Clindamycin is FDA-approved for serious S. aureus infections. It is not specifically approved for MRSA but has been used widely for SSTIs, with reports of success against CA-MRSA. Doxycycline is FDA-approved for S. aureus skin infections but not specifically MRSA; the long-acting tetracyclines doxycycline and minocycline appeared adequate for MRSA SSTIs caused by tetracycline-susceptible isolates in a small case series, though data did not support use in invasive infection. TMP-SMX is not FDA-approved for any staphylococcal infection, but case reports describe success against S. aureus including MRSA; in a CA-MRSA skin infection series in Los Angeles, California, prompt resolution occurred in six (50%) of twelve patients on double-strength TMP/SMX alone (plus incision and drainage) and in all six patients treated initially with TMP/SMX plus rifampin. Linezolid is FDA-approved for complicated skin infections and hospital-acquired MRSA pneumonia in adults.

Nursing Management

Nursing Assessment

Take a health history and document any allergies. Assess the patient's skin daily to confirm the treatment is not causing an adverse skin effect.

Nursing Diagnosis

Based on assessment, the major diagnoses are: Risk for infection related to inadequate primary defenses; Impaired skin integrity related to swelling and redness that may break the skin; Acute pain related to an infected open wound; and Impaired social interaction related to isolation.

Nursing Care Planning and Goals

Ensure isolation and contact precautions, enforce strict hand hygiene and PPE use, keep the environment clean, and prevent the spread of infection.

Nursing Interventions

Isolation and contact precautions. Isolate the patient in a side room, keep the door closed, and keep the contact precaution sign visible.

Hand hygiene. Follow the WHO 5 moments for hand hygiene using soap and water or alcohol gel as appropriate. Offer the patient hand hygiene opportunities, keep their fingernails short and clean, and have visitors decontaminate hands before and after visiting.
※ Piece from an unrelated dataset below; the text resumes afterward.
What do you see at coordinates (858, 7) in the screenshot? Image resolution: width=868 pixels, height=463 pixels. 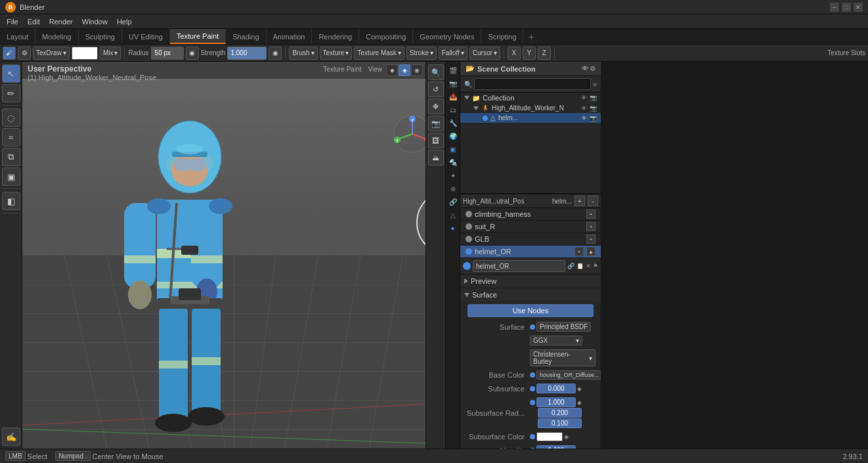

PPE. Wear a plastic apron and gloves before entering the patient's area. Wear PPE for contact with the patient, environment, and equipment, ask visitors to wear PPE if visiting another patient, keep PPE on while removing used equipment, and discard it in a clinical waste bin before leaving.

Environmental cleaning. Use disposable mops and cloths, keep lockers and tables clear to ease cleaning, change curtains if applicable, and have domestic staff use a Chlorine Based Product (CBP).

Equipment decontamination. Provide designated equipment for the patient's own use where possible, clean removed equipment with Tristel, keep items in the room to a minimum, discard all unused disposable items once the patient is discharged, and wash removed cutlery normally.

Monitor for infection. Check lab results and vital signs, especially temperature, every shift, document clearly in medical and nursing notes, and report significant results to the nurse in charge or medical team.

Evaluation

Goals are met when isolation and contact precautions are maintained, hand hygiene and PPE use are enforced, the environment stays clean, and the spread of infection is prevented.

Documentation Guidelines

Document individual findings and behaviors, cultural and religious beliefs and expectations, the plan of care, the teaching plan, responses to interventions and teaching, and progress toward outcomes.